Arlington Independent Media staff at work (via Arlington County)

Clarendon-based Arlington Independent Media (AIM) is expanding to a second location in Green Valley.

The community media organization will be taking over three underused audio-visual production studios at the Arlington Arts’ 3700 S. Four Mile Run Drive location, according to a county press release.

AIM, which has a 40-year history in Arlington, produces video, audio, web and digital content for locals and operates the radio station WERA 96.7 FM.

On Saturday, the Arlington County Board unanimously approved a lease agreement for AIM to occupy the studio, office and storage space at 3700 S. Four Mile Run Drive. This space was constructed as a Pepsi-Cola bottling plant in the mid-1940s and later served as WETA’s radio broadcast facility, per the press release.

For the next five years, with the option to extend the lease for another 25 years, AIM will occupy up to roughly 1,071 square feet, comprised of three vacant offices, two storage spaces and three studio spaces, according to the county. AIM will maintain its primary broadcast functions in Clarendon at 2701 Wilson Blvd.

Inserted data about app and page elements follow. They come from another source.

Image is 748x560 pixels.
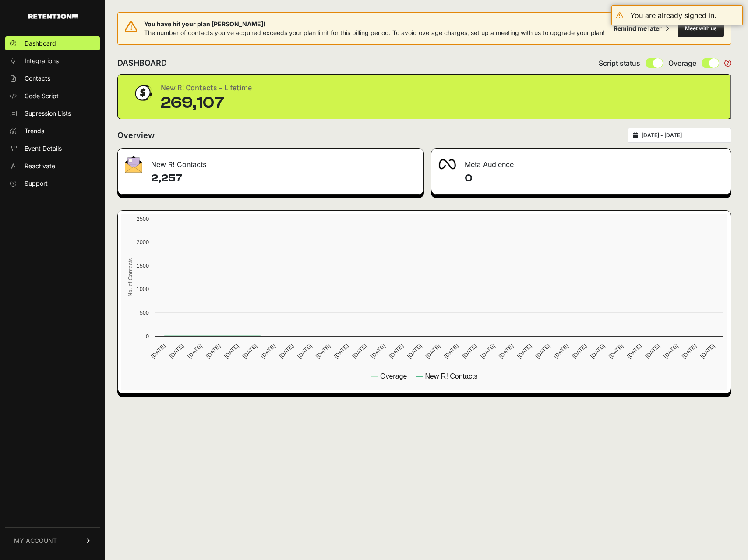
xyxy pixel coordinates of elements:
span: The number of contacts you've acquired exceeds your plan limit for this billing period. To avoid ... [144,29,605,36]
h2: DASHBOARD [117,57,167,69]
span: MY ACCOUNT [14,536,57,545]
text: [DATE] [241,343,258,359]
text: [DATE] [223,343,240,359]
div: You are already signed in. [631,10,717,20]
a: Supression Lists [5,107,100,121]
text: [DATE] [425,343,441,359]
text: [DATE] [260,343,277,359]
img: Retention.com [29,14,78,19]
text: [DATE] [626,343,643,359]
text: [DATE] [168,343,185,359]
text: [DATE] [150,343,167,359]
span: Event Details [25,144,62,153]
text: [DATE] [662,343,679,359]
text: [DATE] [699,343,716,359]
text: 2000 [137,239,149,245]
h4: 0 [465,171,724,185]
text: [DATE] [479,343,497,359]
h4: 2,257 [151,171,417,185]
button: Remind me later [610,20,673,36]
button: Meet with us [678,20,724,37]
text: [DATE] [589,343,606,359]
img: fa-envelope-19ae18322b30453b285274b1b8af3d052b27d846a4fbe8435d1a52b978f639a2.png [125,156,142,173]
text: [DATE] [370,343,387,359]
text: [DATE] [351,343,368,359]
div: Meta Audience [432,149,731,175]
a: Support [5,177,100,190]
a: Code Script [5,89,100,103]
text: 2500 [137,215,149,222]
text: Overage [380,372,407,380]
h2: Overview [117,130,155,142]
text: No. of Contacts [127,258,133,297]
text: [DATE] [644,343,662,359]
a: Contacts [5,71,100,86]
span: Supression Lists [25,109,71,118]
text: [DATE] [277,343,295,359]
text: [DATE] [406,343,423,359]
span: Script status [599,58,641,69]
span: Code Script [25,91,58,100]
text: [DATE] [516,343,533,359]
span: Support [25,179,48,188]
div: New R! Contacts - Lifetime [161,82,252,94]
text: [DATE] [314,343,331,359]
text: [DATE] [552,343,570,359]
text: 500 [140,309,149,316]
div: Remind me later [614,24,662,33]
a: Event Details [5,142,100,156]
text: [DATE] [608,343,625,359]
span: You have hit your plan [PERSON_NAME]! [144,20,605,29]
text: New R! Contacts [425,372,478,380]
img: fa-meta-2f981b61bb99beabf952f7030308934f19ce035c18b003e963880cc3fabeebb7.png [439,159,456,170]
div: New R! Contacts [118,149,424,175]
text: [DATE] [571,343,588,359]
text: [DATE] [461,343,478,359]
span: Reactivate [25,162,55,170]
a: Trends [5,124,100,138]
a: Reactivate [5,159,100,173]
a: Dashboard [5,36,100,50]
a: Integrations [5,54,100,68]
text: [DATE] [204,343,222,359]
text: [DATE] [186,343,203,359]
text: 0 [146,333,149,340]
span: Contacts [25,74,50,83]
img: dollar-coin-05c43ed7efb7bc0c12610022525b4bbbb207c7efeef5aecc26f025e68dcafac9.png [132,82,154,104]
a: MY ACCOUNT [5,527,100,554]
div: 269,107 [161,94,252,112]
text: [DATE] [333,343,350,359]
text: [DATE] [498,343,515,359]
text: [DATE] [296,343,313,359]
span: Overage [669,58,697,69]
text: 1000 [137,286,149,292]
text: [DATE] [388,343,404,359]
text: 1500 [137,262,149,269]
text: [DATE] [535,343,552,359]
text: [DATE] [443,343,460,359]
span: Trends [25,126,44,135]
span: Dashboard [25,39,56,48]
span: Integrations [25,57,58,65]
text: [DATE] [681,343,698,359]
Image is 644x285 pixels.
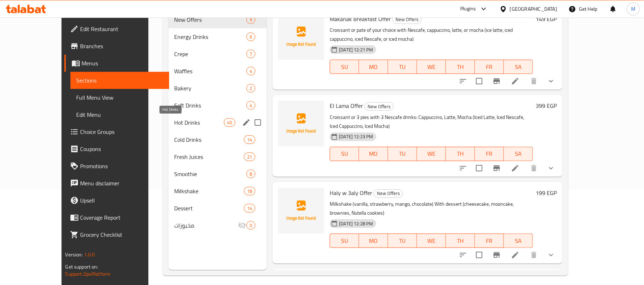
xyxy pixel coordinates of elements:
span: Full Menu View [76,94,164,102]
span: [DATE] 12:28 PM [336,220,376,227]
span: Energy Drinks [174,32,246,41]
span: MO [362,62,385,72]
div: Milkshake [174,187,244,196]
span: WE [420,236,443,246]
span: Smoothie [174,169,246,179]
span: SA [507,149,530,159]
button: MO [359,60,388,74]
span: 0 [247,222,255,229]
span: TU [391,149,414,159]
span: TU [391,62,414,72]
button: FR [475,234,504,248]
div: New Offers [374,190,403,198]
span: El Lama Offer [330,100,363,111]
span: Get support on: [65,262,98,271]
span: Coverage Report [80,214,164,222]
span: Bakery [174,84,246,93]
span: Fresh Juices [174,152,244,161]
span: WE [420,149,443,159]
span: New Offers [374,190,403,197]
div: Soft Drinks [174,101,246,110]
div: مخبوزات [174,221,238,230]
span: MO [362,149,385,159]
h6: 399 EGP [536,100,557,111]
div: Cold Drinks14 [169,131,267,148]
span: Version: [65,250,83,259]
button: TH [446,60,475,74]
span: 9 [247,16,255,23]
a: Edit Menu [71,106,170,123]
div: New Offers9 [169,11,267,28]
span: Coupons [80,145,164,153]
span: SU [333,149,356,159]
span: Promotions [80,162,164,170]
div: items [244,152,256,161]
span: 18 [244,188,255,195]
div: New Offers [365,102,394,111]
span: Select to update [472,248,486,263]
span: TH [449,62,472,72]
a: Branches [65,37,170,54]
button: Branch-specific-item [488,160,505,177]
button: WE [417,60,446,74]
button: delete [526,247,543,264]
a: Edit Restaurant [65,20,170,37]
span: 4 [247,68,255,75]
div: Waffles4 [169,62,267,80]
div: Bakery2 [169,80,267,97]
span: SA [507,236,530,246]
span: Branches [80,42,164,50]
a: Coupons [65,140,170,157]
button: SA [504,60,533,74]
button: delete [526,72,543,89]
svg: Show Choices [547,251,555,259]
span: TH [449,149,472,159]
button: Branch-specific-item [488,247,505,264]
span: FR [478,236,501,246]
span: M [631,5,635,13]
div: items [246,101,256,110]
div: items [246,67,256,76]
span: Upsell [80,197,164,205]
a: Menu disclaimer [65,174,170,191]
button: sort-choices [455,247,472,264]
div: items [244,204,256,213]
span: Choice Groups [80,128,164,136]
span: [DATE] 12:23 PM [336,134,376,140]
div: Energy Drinks6 [169,28,267,45]
div: New Offers [393,15,422,24]
button: FR [475,60,504,74]
span: [DATE] 12:21 PM [336,47,376,54]
button: TH [446,147,475,161]
button: TH [446,234,475,248]
span: 21 [244,154,255,161]
span: Select to update [472,73,486,88]
div: [GEOGRAPHIC_DATA] [510,5,557,13]
img: El Lama Offer [279,100,324,146]
button: SU [330,60,359,74]
button: SA [504,147,533,161]
div: Cold Drinks [174,135,244,144]
span: 2 [247,85,255,92]
div: Crepe [174,49,246,58]
a: Menus [65,54,170,71]
div: items [246,221,256,230]
span: MO [362,236,385,246]
span: New Offers [174,15,246,24]
span: WE [420,62,443,72]
div: Plugins [460,4,476,14]
button: sort-choices [455,72,472,89]
button: SU [330,234,359,248]
span: New Offers [365,103,394,111]
button: MO [359,147,388,161]
svg: Show Choices [547,77,555,85]
div: items [246,32,256,41]
span: 8 [247,171,255,178]
button: delete [526,160,543,177]
button: TU [388,60,417,74]
p: Croissant or 3 pies with 3 Nescafe drinks: Cappuccino, Latte, Mocha (Iced Latte, Iced Nescafe, Ic... [330,113,533,131]
button: WE [417,234,446,248]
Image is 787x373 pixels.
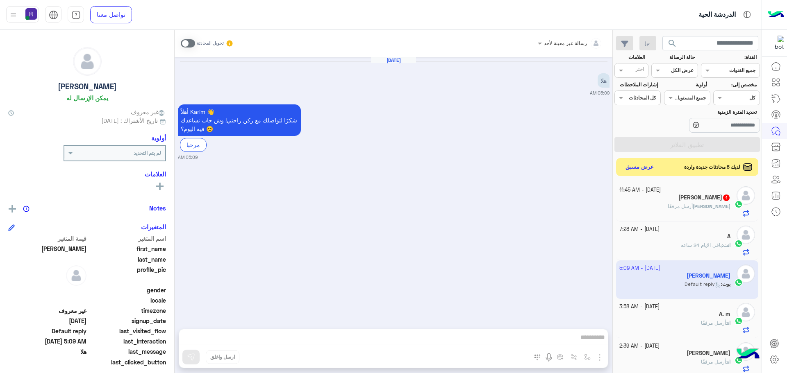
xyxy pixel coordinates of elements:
img: tab [742,9,752,20]
a: تواصل معنا [90,6,132,23]
img: WhatsApp [735,317,743,325]
img: Logo [768,6,784,23]
h6: المتغيرات [141,223,166,231]
span: null [8,286,86,295]
span: أرسل مرفقًا [668,203,693,209]
span: انت [726,359,730,365]
span: first_name [88,245,166,253]
small: 05:09 AM [178,154,198,161]
span: تاريخ الأشتراك : [DATE] [101,116,158,125]
b: لم يتم التحديد [134,150,161,156]
span: أرسل مرفقًا [701,320,726,326]
span: last_interaction [88,337,166,346]
img: tab [49,10,58,20]
span: 1 [723,195,730,201]
span: null [8,296,86,305]
span: انت [726,320,730,326]
small: [DATE] - 7:28 AM [619,226,660,234]
small: [DATE] - 3:58 AM [619,303,660,311]
span: locale [88,296,166,305]
small: تحويل المحادثة [197,40,224,47]
p: 3/10/2025, 5:09 AM [598,73,610,88]
label: أولوية [665,81,707,89]
button: عرض مسبق [622,162,658,173]
img: 322853014244696 [769,36,784,50]
img: tab [71,10,81,20]
span: profile_pic [88,266,166,284]
img: defaultAdmin.png [737,226,755,244]
img: profile [8,10,18,20]
small: [DATE] - 2:39 AM [619,343,660,350]
span: لديك 5 محادثات جديدة واردة [684,164,740,171]
img: defaultAdmin.png [737,303,755,322]
img: defaultAdmin.png [737,187,755,205]
small: 05:09 AM [590,90,610,96]
label: إشارات الملاحظات [615,81,658,89]
span: timezone [88,307,166,315]
span: last_name [88,255,166,264]
h5: A. m [719,311,730,318]
button: تطبيق الفلاتر [614,137,760,152]
span: باقي الايام 24 ساعه [681,242,722,248]
span: اسم المتغير [88,234,166,243]
label: مخصص إلى: [714,81,757,89]
b: : [722,242,730,248]
img: WhatsApp [735,200,743,209]
button: ارسل واغلق [206,350,239,364]
span: انت [723,242,730,248]
h6: يمكن الإرسال له [66,94,108,102]
small: [DATE] - 11:45 AM [619,187,661,194]
h6: [DATE] [371,57,416,63]
label: حالة الرسالة [653,54,695,61]
img: hulul-logo.png [734,341,762,369]
span: Karim [8,245,86,253]
span: 2025-10-03T02:09:10.832Z [8,317,86,325]
img: WhatsApp [735,240,743,248]
span: signup_date [88,317,166,325]
h5: A [727,233,730,240]
img: defaultAdmin.png [66,266,86,286]
div: اختر [635,66,645,75]
img: userImage [25,8,37,20]
img: defaultAdmin.png [73,48,101,75]
h5: Mahmoud Fathy [678,194,730,201]
span: 2025-10-03T02:09:10.827Z [8,337,86,346]
a: tab [68,6,84,23]
p: الدردشة الحية [699,9,736,20]
span: last_message [88,348,166,356]
span: gender [88,286,166,295]
span: أرسل مرفقًا [701,359,726,365]
span: [PERSON_NAME] [693,203,730,209]
button: search [662,36,683,54]
label: العلامات [615,54,645,61]
span: رسالة غير معينة لأحد [544,40,587,46]
h6: Notes [149,205,166,212]
span: last_visited_flow [88,327,166,336]
span: غير معروف [131,108,166,116]
h6: أولوية [151,134,166,142]
img: add [9,205,16,213]
span: قيمة المتغير [8,234,86,243]
h5: Sajid iqbal [687,350,730,357]
label: تحديد الفترة الزمنية [665,109,757,116]
span: null [8,358,86,367]
span: last_clicked_button [88,358,166,367]
img: notes [23,206,30,212]
h5: [PERSON_NAME] [58,82,117,91]
p: 3/10/2025, 5:09 AM [178,105,301,136]
label: القناة: [702,54,757,61]
span: search [667,39,677,48]
div: مرحبا [180,138,207,152]
span: غير معروف [8,307,86,315]
h6: العلامات [8,171,166,178]
span: هلا [8,348,86,356]
span: Default reply [8,327,86,336]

Arlington acquired the facility in the early 2000s to house the Theatre on the Run black box venue, rehearsal spaces, dance studios, offices and gallery space. The studios AIM will now occupy were since used for both county and independent projects, such as the recording of a solo album by local bluegrass fiddler Roy “Speedy” Tolliver (1918-2017).

According to a county report, the new satellite location will increase collaboration between the county’s Cultural Affairs Division and AIM on audio-visual production and broadcasting projects.

“I am extremely proud and humbled to lead AIM as we expand into secondary space in South Arlington. As a longtime resident of Arlington, I respect and appreciate the rich history of the County, specifically Green Valley,” says AIM CEO Whytni Kernodle. “Team AIM is excited to bring community media to South Arlington, we look forward to connecting with the local community, meeting residents and business owners, and more.”

During the Saturday County Board meeting, Board Chair Katie Cristol said the expansion is “a long time in coming” for the “powerhouse” in media education and training, and independent art, news and entertainment.

“This unique collaboration will expand arts education and access to the wider Arlington community and provide the opportunity to share knowledge and resources,” Cristol later said in a statement. “The partnership also further the goals and vision for a thriving ‘arts and industry’ in the Four Mile Run Valley Area Plan by bringing community broadcast services as well as audio visual educational programming to the area.”

Arlington began using the “Four Mile Run Valley” name interchangeably with Green Valley — to the chagrin of some residents, who say it erases the historically Black community — in connection with a planning study that proposed an “arts and industry district” in the area.

The county is taking other steps to infuse the area with more arts programming and community facilities. Last year, Arlington acquired the former location of Inner Ear Recording Studios, once the epicenter of D.C.’s punk scene, and has plans to demolish the famed recording studio in a bid, it says, to make arts more accessible in south Arlington.

It now has ideas for a temporary outdoor arts space where the recording studio once stood (2700 S. Nelson Street). Locals can now share feedback on the future creative open space through Monday, Nov. 21.

The county says that AIM’s satellite location will “help to advance the County’s equity goals by offering the opportunity for community broadcast services and education in south Arlington and aligning with AIM’s mission to increase diverse and inclusive access to established and emerging public media for all members of our community.”